→ **Activity**
Write out the entries below exactly as they stand. Skip every image.

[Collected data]

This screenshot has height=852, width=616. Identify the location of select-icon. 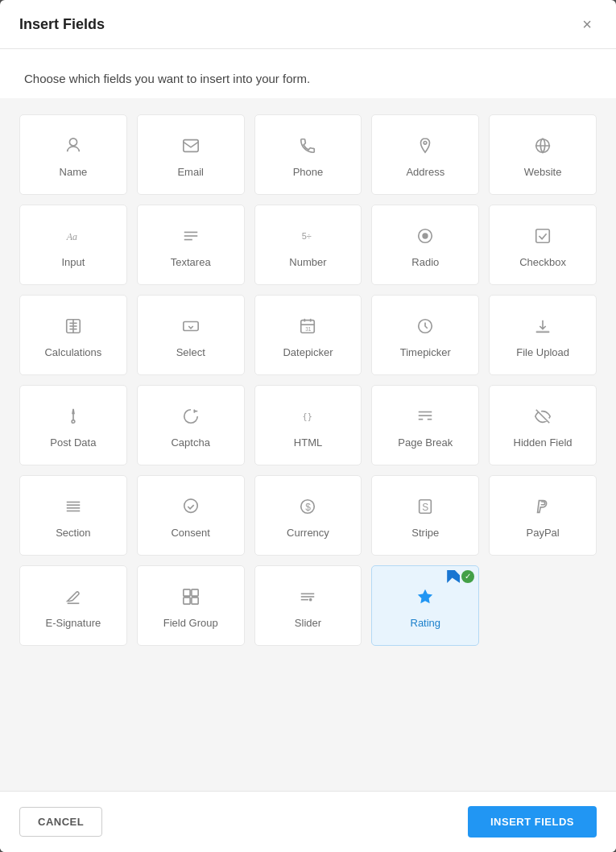
(191, 328).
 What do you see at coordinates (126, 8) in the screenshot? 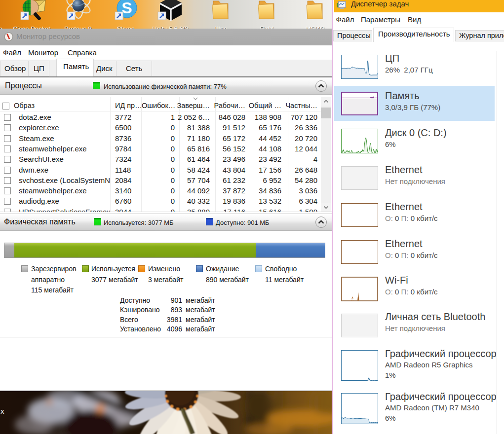
I see `svg-text: S` at bounding box center [126, 8].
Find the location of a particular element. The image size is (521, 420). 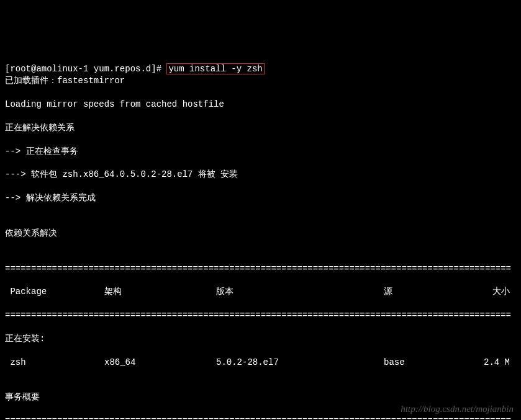

output-line: Loading mirror speeds from cached hostfi… is located at coordinates (261, 104).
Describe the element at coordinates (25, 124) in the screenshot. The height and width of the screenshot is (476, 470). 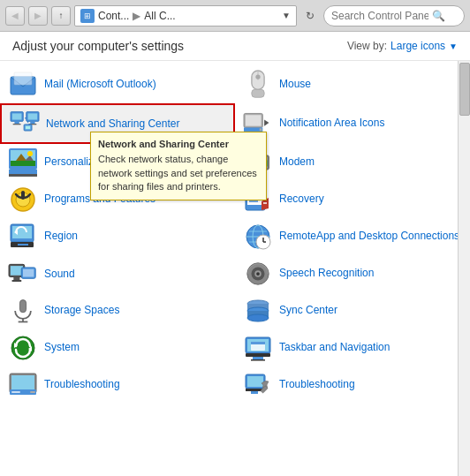
I see `network-icon` at that location.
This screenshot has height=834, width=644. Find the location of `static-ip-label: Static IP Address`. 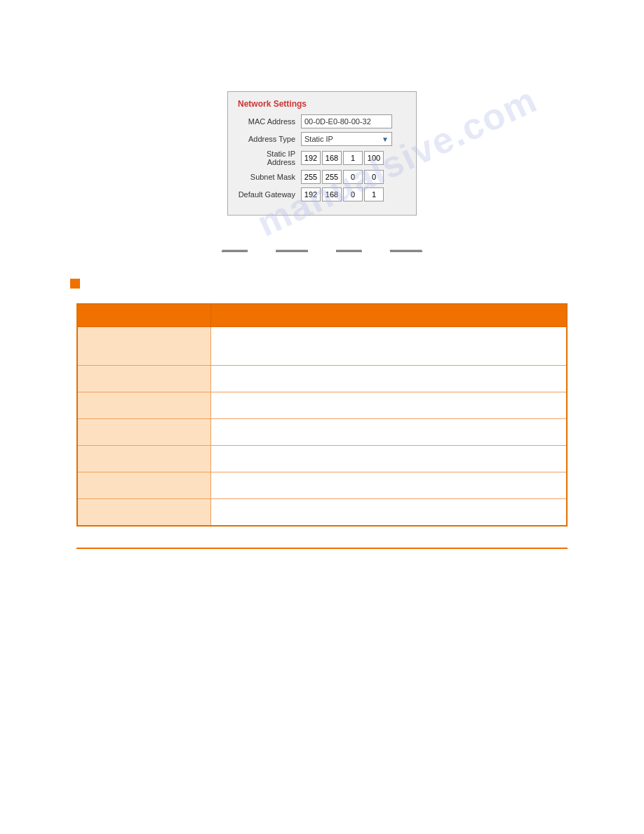

static-ip-label: Static IP Address is located at coordinates (269, 158).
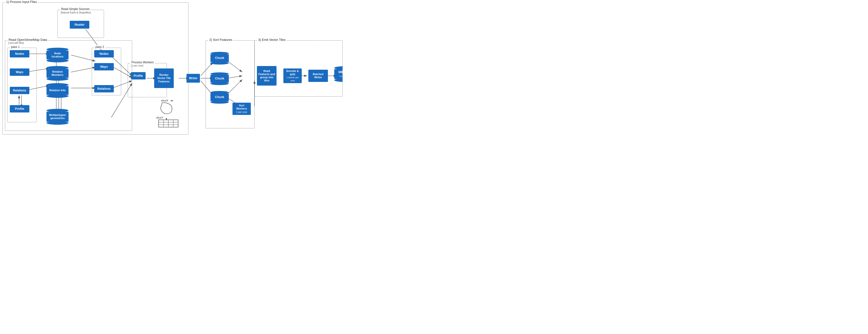 This screenshot has height=334, width=868. What do you see at coordinates (76, 12) in the screenshot?
I see `read-simple-subtitle: [Natural Earth & Shapefiles]` at bounding box center [76, 12].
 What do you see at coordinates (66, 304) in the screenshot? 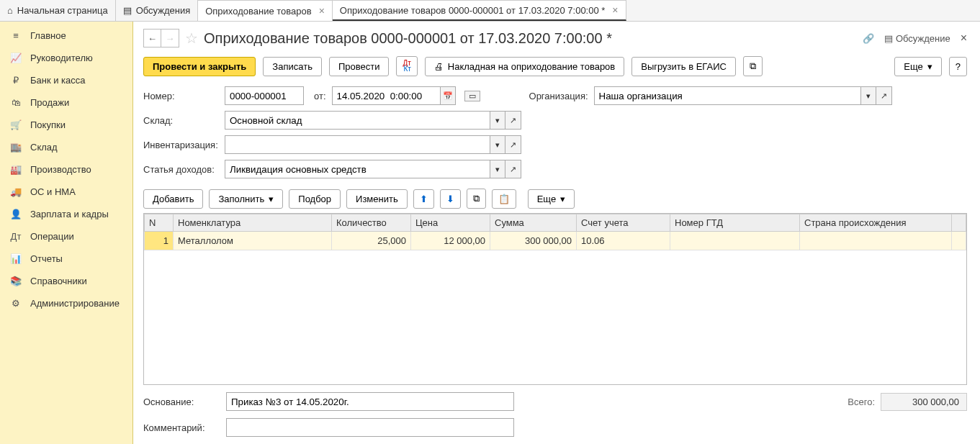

→ **Output for this task**
This screenshot has height=852, width=616. Identify the location of select-icon. 
(191, 328).
 What do you see at coordinates (126, 8) in the screenshot? 
I see `svg-text: S` at bounding box center [126, 8].
Find the location of a particular element. The image size is (521, 420). 

output-line: Loading mirror speeds from cached hostfi… is located at coordinates (261, 104).
Describe the element at coordinates (25, 124) in the screenshot. The height and width of the screenshot is (476, 470). 
I see `network-icon` at that location.
This screenshot has height=834, width=644. Find the location of `static-ip-label: Static IP Address`. 

static-ip-label: Static IP Address is located at coordinates (269, 158).
 This screenshot has height=334, width=868. What do you see at coordinates (76, 12) in the screenshot?
I see `read-simple-subtitle: [Natural Earth & Shapefiles]` at bounding box center [76, 12].
 What do you see at coordinates (66, 304) in the screenshot? 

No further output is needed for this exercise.